Profiles in Hustle: Howard Stern

Loathed on the left, reviled on the right, hounded into outer space. Despite all his haters, Stern always wins.

No one in media has been as honest about their game as Howard Stern, who defected from K-Rock and terrestrial radio to Sirius Satellite Radio in 2004 and is now in the middle of contract negotiations with an employer that owes all of its success—Sirius reaches over 27 million subscribers nationwide—to the King of All Media. Like all things Stern, the negotiation has been very public, with Stern talking big numbers (he already makes over $80 million a year) and teasing his vast audience with talk of retirement.

But Stern will never retire. He has always been a workhorse, and he’s never been busier. In addition to his radio show, Stern is a judge on NBC’s “America’s Got Talent,” playing competitive chess, raising three daughters, pursuing professional photography, painting, practicing Transcendental Meditation and working with his wife, Beth, to raise money for the North Shore Animal League. Despite professing that he hates leaving his house, Stern is his own industry. He is unassailable.

What remains most impressive about his particular brand of industriousness is that he doesn’t merely work hard. He learns from mistakes and constantly tweaks his act. The crass Stern of the nineties evolved into the understanding Stern of the aughts and then the profane academic of today. He has become far and away the best celebrity interviewer in showbiz. He asks hard questions and gets famous cyphers to open up about, well, everything. And there’s no trickery involved; Stern merely plays to his own advantage. The secret to his success—and what most people overlook—is that he is, above all, an honest guy. He isn’t bringing artifice into his studio. The only way a subject can avoid sounding disingenuous while talking to someone Stern is by not being disingenuous. That’s some chess strategy right there.

So what does Stern really want? If it was money, he could have retired long ago. What he really wants is respect. Respect can take the form of a lot of zeros on a check, but there are other numbers that matter more: The size of the man’s audience has always been his major point of pride and with the internet offering so many alternative distribution options, Stern has the chance to put his own money where his mouth is. Will he strike out on his own? Maybe, maybe not. The thing about Stern is that he’s always been on his own—and he’s fine with that. He can look out for himself.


# WHAT TO PRODUCE:
Could you repeat all of the entries exactly, leaving out any pictures?

# DATA TO PROCESS:
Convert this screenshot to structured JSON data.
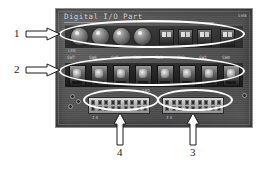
{
  "figure": {
    "type": "annotated-photograph",
    "width": 263,
    "height": 169,
    "background_color": "#ffffff"
  },
  "board": {
    "title": "Digital I/O Part",
    "silkscreen_color": "#d9d9d9",
    "pcb_color": "#565656",
    "corner_label": "SW8",
    "led_row_label": "LED",
    "switch_labels": [
      "SW7",
      "SW6",
      "SW5",
      "SW4",
      "SW3",
      "SW2",
      "SW1",
      "SW0"
    ],
    "connector_left_caption": "J4",
    "connector_right_caption": "J3",
    "mid_label": "GND"
  },
  "annotations": {
    "ellipse_color": "#ffffff",
    "callouts": [
      {
        "number": "1",
        "direction": "right",
        "target": "led-row"
      },
      {
        "number": "2",
        "direction": "right",
        "target": "switch-row"
      },
      {
        "number": "3",
        "direction": "up",
        "target": "right-pin-header"
      },
      {
        "number": "4",
        "direction": "up",
        "target": "left-pin-header"
      }
    ]
  },
  "components": {
    "leds_large_count": 4,
    "leds_small_count": 4,
    "switch_count": 8,
    "header_pins_per_row": 9,
    "header_rows": 2
  }
}
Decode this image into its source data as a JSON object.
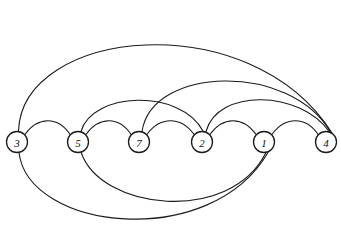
{
  "diagram": {
    "type": "arc-diagram",
    "width": 341,
    "height": 250,
    "background_color": "#ffffff",
    "stroke_color": "#1a1a1a",
    "node_fill_color": "#ffffff",
    "node_radius": 10.5,
    "baseline_y": 142,
    "nodes": [
      {
        "id": "3",
        "label": "3",
        "x": 17,
        "y": 142
      },
      {
        "id": "5",
        "label": "5",
        "x": 78,
        "y": 142
      },
      {
        "id": "7",
        "label": "7",
        "x": 139,
        "y": 142
      },
      {
        "id": "2",
        "label": "2",
        "x": 202,
        "y": 142
      },
      {
        "id": "1",
        "label": "1",
        "x": 264,
        "y": 142
      },
      {
        "id": "4",
        "label": "4",
        "x": 326,
        "y": 142
      }
    ],
    "edges": [
      {
        "id": "e-3-5",
        "from": "3",
        "to": "5",
        "side": "above",
        "apex_y": 118,
        "d": "M 24.5 135 C 38 116, 58 116, 70.5 135"
      },
      {
        "id": "e-5-7",
        "from": "5",
        "to": "7",
        "side": "above",
        "apex_y": 118,
        "d": "M 85.5 135 C 99 116, 119 116, 131.5 135"
      },
      {
        "id": "e-7-2",
        "from": "7",
        "to": "2",
        "side": "above",
        "apex_y": 118,
        "d": "M 146.5 135 C 160 116, 181 116, 194.5 135"
      },
      {
        "id": "e-2-1",
        "from": "2",
        "to": "1",
        "side": "above",
        "apex_y": 118,
        "d": "M 209.5 135 C 223 116, 243 116, 256.5 135"
      },
      {
        "id": "e-1-4",
        "from": "1",
        "to": "4",
        "side": "above",
        "apex_y": 118,
        "d": "M 271.5 135 C 285 116, 306 116, 318.5 135"
      },
      {
        "id": "e-5-2",
        "from": "5",
        "to": "2",
        "side": "above",
        "apex_y": 98,
        "d": "M 81 131.5 C 92 92, 180 88, 203 131"
      },
      {
        "id": "e-2-4",
        "from": "2",
        "to": "4",
        "side": "above",
        "apex_y": 95,
        "d": "M 206 131.5 C 218 88, 300 90, 329.5 132"
      },
      {
        "id": "e-7-4",
        "from": "7",
        "to": "4",
        "side": "above",
        "apex_y": 72,
        "d": "M 142 131.5 C 152 66, 290 62, 330.5 132"
      },
      {
        "id": "e-3-4",
        "from": "3",
        "to": "4",
        "side": "above",
        "apex_y": 12,
        "d": "M 18.5 131 C 22 28, 250 4, 332 133"
      },
      {
        "id": "e-5-1",
        "from": "5",
        "to": "1",
        "side": "below",
        "apex_y": 218,
        "d": "M 81 152 C 100 210, 230 225, 266 152.5"
      },
      {
        "id": "e-3-1",
        "from": "3",
        "to": "1",
        "side": "below",
        "apex_y": 240,
        "d": "M 19 152.5 C 28 230, 210 252, 268 152.5"
      }
    ]
  }
}
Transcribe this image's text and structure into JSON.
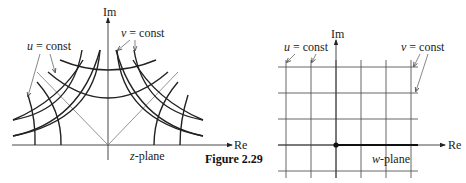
{
  "figure": {
    "caption": "Figure 2.29"
  },
  "z_plane": {
    "axis_re_label": "Re",
    "axis_im_label": "Im",
    "plane_label_var": "z",
    "plane_label_suffix": "-plane",
    "u_label_var": "u",
    "u_label_rest": " = const",
    "v_label_var": "v",
    "v_label_rest": " = const"
  },
  "w_plane": {
    "axis_re_label": "Re",
    "axis_im_label": "Im",
    "plane_label_var": "w",
    "plane_label_suffix": "-plane",
    "u_label_var": "u",
    "u_label_rest": " = const",
    "v_label_var": "v",
    "v_label_rest": " = const",
    "grid_columns": 6,
    "grid_rows": 5
  }
}
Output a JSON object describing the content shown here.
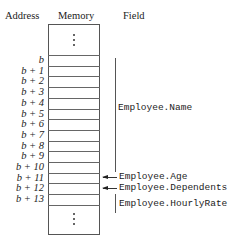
{
  "headers": {
    "address": "Address",
    "memory": "Memory",
    "field": "Field"
  },
  "addresses": [
    "b",
    "b + 1",
    "b + 2",
    "b + 3",
    "b + 4",
    "b + 5",
    "b + 6",
    "b + 7",
    "b + 8",
    "b + 9",
    "b + 10",
    "b + 11",
    "b + 12",
    "b + 13"
  ],
  "fields": {
    "name": "Employee.Name",
    "age": "Employee.Age",
    "dependents": "Employee.Dependents",
    "hourly_rate": "Employee.HourlyRate"
  },
  "continuation": {
    "top": "⋮",
    "bottom": "⋮"
  }
}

# SOLUTION TO THE PROBLEM:
Convert this screenshot to structured JSON data.
{
  "figure": {
    "type": "annotated-photograph",
    "width": 263,
    "height": 169,
    "background_color": "#ffffff"
  },
  "board": {
    "title": "Digital I/O Part",
    "silkscreen_color": "#d9d9d9",
    "pcb_color": "#565656",
    "corner_label": "SW8",
    "led_row_label": "LED",
    "switch_labels": [
      "SW7",
      "SW6",
      "SW5",
      "SW4",
      "SW3",
      "SW2",
      "SW1",
      "SW0"
    ],
    "connector_left_caption": "J4",
    "connector_right_caption": "J3",
    "mid_label": "GND"
  },
  "annotations": {
    "ellipse_color": "#ffffff",
    "callouts": [
      {
        "number": "1",
        "direction": "right",
        "target": "led-row"
      },
      {
        "number": "2",
        "direction": "right",
        "target": "switch-row"
      },
      {
        "number": "3",
        "direction": "up",
        "target": "right-pin-header"
      },
      {
        "number": "4",
        "direction": "up",
        "target": "left-pin-header"
      }
    ]
  },
  "components": {
    "leds_large_count": 4,
    "leds_small_count": 4,
    "switch_count": 8,
    "header_pins_per_row": 9,
    "header_rows": 2
  }
}
Decode this image into its source data as a JSON object.
{
  "diagram": {
    "type": "arc-diagram",
    "width": 341,
    "height": 250,
    "background_color": "#ffffff",
    "stroke_color": "#1a1a1a",
    "node_fill_color": "#ffffff",
    "node_radius": 10.5,
    "baseline_y": 142,
    "nodes": [
      {
        "id": "3",
        "label": "3",
        "x": 17,
        "y": 142
      },
      {
        "id": "5",
        "label": "5",
        "x": 78,
        "y": 142
      },
      {
        "id": "7",
        "label": "7",
        "x": 139,
        "y": 142
      },
      {
        "id": "2",
        "label": "2",
        "x": 202,
        "y": 142
      },
      {
        "id": "1",
        "label": "1",
        "x": 264,
        "y": 142
      },
      {
        "id": "4",
        "label": "4",
        "x": 326,
        "y": 142
      }
    ],
    "edges": [
      {
        "id": "e-3-5",
        "from": "3",
        "to": "5",
        "side": "above",
        "apex_y": 118,
        "d": "M 24.5 135 C 38 116, 58 116, 70.5 135"
      },
      {
        "id": "e-5-7",
        "from": "5",
        "to": "7",
        "side": "above",
        "apex_y": 118,
        "d": "M 85.5 135 C 99 116, 119 116, 131.5 135"
      },
      {
        "id": "e-7-2",
        "from": "7",
        "to": "2",
        "side": "above",
        "apex_y": 118,
        "d": "M 146.5 135 C 160 116, 181 116, 194.5 135"
      },
      {
        "id": "e-2-1",
        "from": "2",
        "to": "1",
        "side": "above",
        "apex_y": 118,
        "d": "M 209.5 135 C 223 116, 243 116, 256.5 135"
      },
      {
        "id": "e-1-4",
        "from": "1",
        "to": "4",
        "side": "above",
        "apex_y": 118,
        "d": "M 271.5 135 C 285 116, 306 116, 318.5 135"
      },
      {
        "id": "e-5-2",
        "from": "5",
        "to": "2",
        "side": "above",
        "apex_y": 98,
        "d": "M 81 131.5 C 92 92, 180 88, 203 131"
      },
      {
        "id": "e-2-4",
        "from": "2",
        "to": "4",
        "side": "above",
        "apex_y": 95,
        "d": "M 206 131.5 C 218 88, 300 90, 329.5 132"
      },
      {
        "id": "e-7-4",
        "from": "7",
        "to": "4",
        "side": "above",
        "apex_y": 72,
        "d": "M 142 131.5 C 152 66, 290 62, 330.5 132"
      },
      {
        "id": "e-3-4",
        "from": "3",
        "to": "4",
        "side": "above",
        "apex_y": 12,
        "d": "M 18.5 131 C 22 28, 250 4, 332 133"
      },
      {
        "id": "e-5-1",
        "from": "5",
        "to": "1",
        "side": "below",
        "apex_y": 218,
        "d": "M 81 152 C 100 210, 230 225, 266 152.5"
      },
      {
        "id": "e-3-1",
        "from": "3",
        "to": "1",
        "side": "below",
        "apex_y": 240,
        "d": "M 19 152.5 C 28 230, 210 252, 268 152.5"
      }
    ]
  }
}
Transcribe this image's text and structure into JSON.
{
  "figure": {
    "caption": "Figure 2.29"
  },
  "z_plane": {
    "axis_re_label": "Re",
    "axis_im_label": "Im",
    "plane_label_var": "z",
    "plane_label_suffix": "-plane",
    "u_label_var": "u",
    "u_label_rest": " = const",
    "v_label_var": "v",
    "v_label_rest": " = const"
  },
  "w_plane": {
    "axis_re_label": "Re",
    "axis_im_label": "Im",
    "plane_label_var": "w",
    "plane_label_suffix": "-plane",
    "u_label_var": "u",
    "u_label_rest": " = const",
    "v_label_var": "v",
    "v_label_rest": " = const",
    "grid_columns": 6,
    "grid_rows": 5
  }
}
Output a JSON object describing the content shown here.
{
  "headers": {
    "address": "Address",
    "memory": "Memory",
    "field": "Field"
  },
  "addresses": [
    "b",
    "b + 1",
    "b + 2",
    "b + 3",
    "b + 4",
    "b + 5",
    "b + 6",
    "b + 7",
    "b + 8",
    "b + 9",
    "b + 10",
    "b + 11",
    "b + 12",
    "b + 13"
  ],
  "fields": {
    "name": "Employee.Name",
    "age": "Employee.Age",
    "dependents": "Employee.Dependents",
    "hourly_rate": "Employee.HourlyRate"
  },
  "continuation": {
    "top": "⋮",
    "bottom": "⋮"
  }
}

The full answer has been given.